There was a break between school and the graduation banquet. I went home, retreated silently to my room and wrote in my field journal. I scrutinized my words until my stereoscopic eyes ached.
"You're here," Mom said, entering my room without knocking. "Did you go to the banquet?"
"I didn't have time."
"Time?" She paused. "I hope you're not mad because I decided not to go. I—I just couldn't be in the same room as all that roast beef. You know that."
"I'm not angry. I missed it for my own reasons."
"Are you feeling better? This morning you were so upset."
"I was tired. That's all. There's so much to do." I looked at my watch. "I have to get dressed; the ceremony's going to start soon."
"I'd better get ready too. I found the perfect outfit at Value Village." On her way out my door she added, "Your father will hate it, though."
Dad, again?
I thought.
Just let it go, Mom.
I clad myself in the gray suit she'd purchased at the Salvation Army. It was too small for my frame. Had I grown overnight? I clipped on my tie and slipped into a pair of black herbivore-hide dress shoes.
Mom met me at the door in a white robe that only a Vulcan would wear. She straightened the shoulders of my suit and let out a sigh. "You look beautiful, Percy. I can't believe you're graduating."
"Me either, Mom," I said, quickly kissing her cheek. Then I ran the three blocks to school.
The recently assembled Grad Tribe was in a hallway near the back of the stage. Various females had caked their features with makeup and preserved their hair with gel and spray. Males stood uncomfortably in their new suits, hands in pockets, tugging ties, inspecting their shoes as if trying to recall why they weren't wearing sneakers.

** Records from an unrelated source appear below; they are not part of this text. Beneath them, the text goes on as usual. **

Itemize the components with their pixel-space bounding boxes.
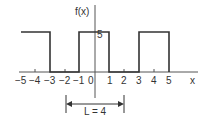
right-arrow-icon	[118, 101, 124, 107]
x-tick-labels: −5 −4 −3 −2 −1 0 1 2 3 4 5	[15, 75, 172, 86]
tick-label: 5	[166, 75, 172, 86]
period-label: L = 4	[84, 106, 107, 117]
left-arrow-icon	[66, 101, 72, 107]
high-value-label: 5	[97, 29, 103, 40]
square-wave-diagram: f(x) 5 x −5 −4 −3 −2 −1 0 1 2 3 4 5 L = …	[0, 0, 209, 122]
tick-label: 4	[151, 75, 157, 86]
tick-label: −1	[73, 75, 85, 86]
y-axis-label: f(x)	[75, 6, 89, 17]
tick-label: −5	[15, 75, 27, 86]
tick-label: −2	[59, 75, 71, 86]
tick-label: 3	[136, 75, 142, 86]
tick-label: 1	[107, 75, 113, 86]
x-axis-label: x	[190, 75, 195, 86]
tick-label: 0	[88, 75, 94, 86]
tick-label: −4	[29, 75, 41, 86]
tick-label: −3	[44, 75, 56, 86]
tick-label: 2	[121, 75, 127, 86]
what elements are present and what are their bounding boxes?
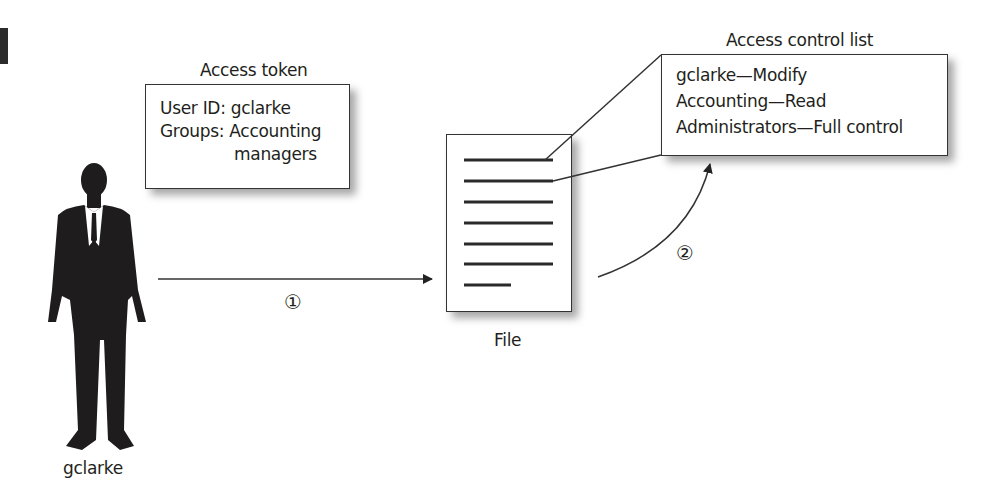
person-silhouette-icon: [48, 163, 146, 450]
diagram-graphics: [0, 0, 1001, 486]
file-text-lines: [464, 160, 553, 285]
step-2-arrow: [598, 164, 710, 277]
acl-callout-lines: [545, 55, 661, 181]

I approached the sign-in desk. Ms. Nystrom looked up, frowned.
"You're late, Percy."
"I am aware of my tardiness," I answered. "It was unavoidable. It won't happen again, I promise." I winked. Her face was blank. "Get it? School's finished so I won't be back, therefore I can't be late."

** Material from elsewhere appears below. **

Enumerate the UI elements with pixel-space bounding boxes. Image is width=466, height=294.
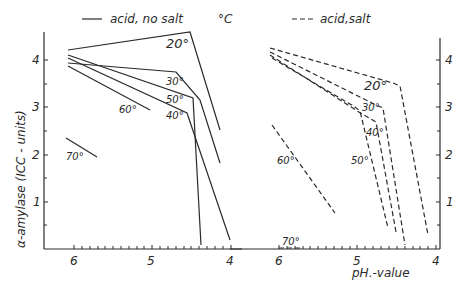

"Yes, that is funny," she replied flatly. "I'll miss your sense of humor."
I thought of all the times she'd indulged me in class when I'd expounded on my theories regarding literature and evolution. She deserved a final gift, so I offered, "A birthmark on the left cheek is a sign of intelligence and good luck in Thai culture."
She looked up, eyes guarded. Then: a slight smile, making her birthmark crease together. "Good luck to you, Mr. Montmount," she said, handing me a graduation gown. I slung it over my arm and joined the crowd, amused that the males would submit to such effeminate dress.
Clusters of visibly nervous students chatted hesitantly, straightening each other's gowns and fixing their tresses like monkeys hunting for head lice. I retrieved my field notebook and jotted notes.
No Elissa sightings. No surprise. We were packed in the hallway like lab rats in a cage. The masses parted for the walking monolith, Justin. He lumbered through the students, his robe draped over one shoulder,
Gigantopithecus blacki
on a mission. He paused to inspect me; his eyes revealed no warmth, no anger, just contentment—an odd expression on his square-jawed face. Graduation agreed with him; maybe he'd won a football scholarship.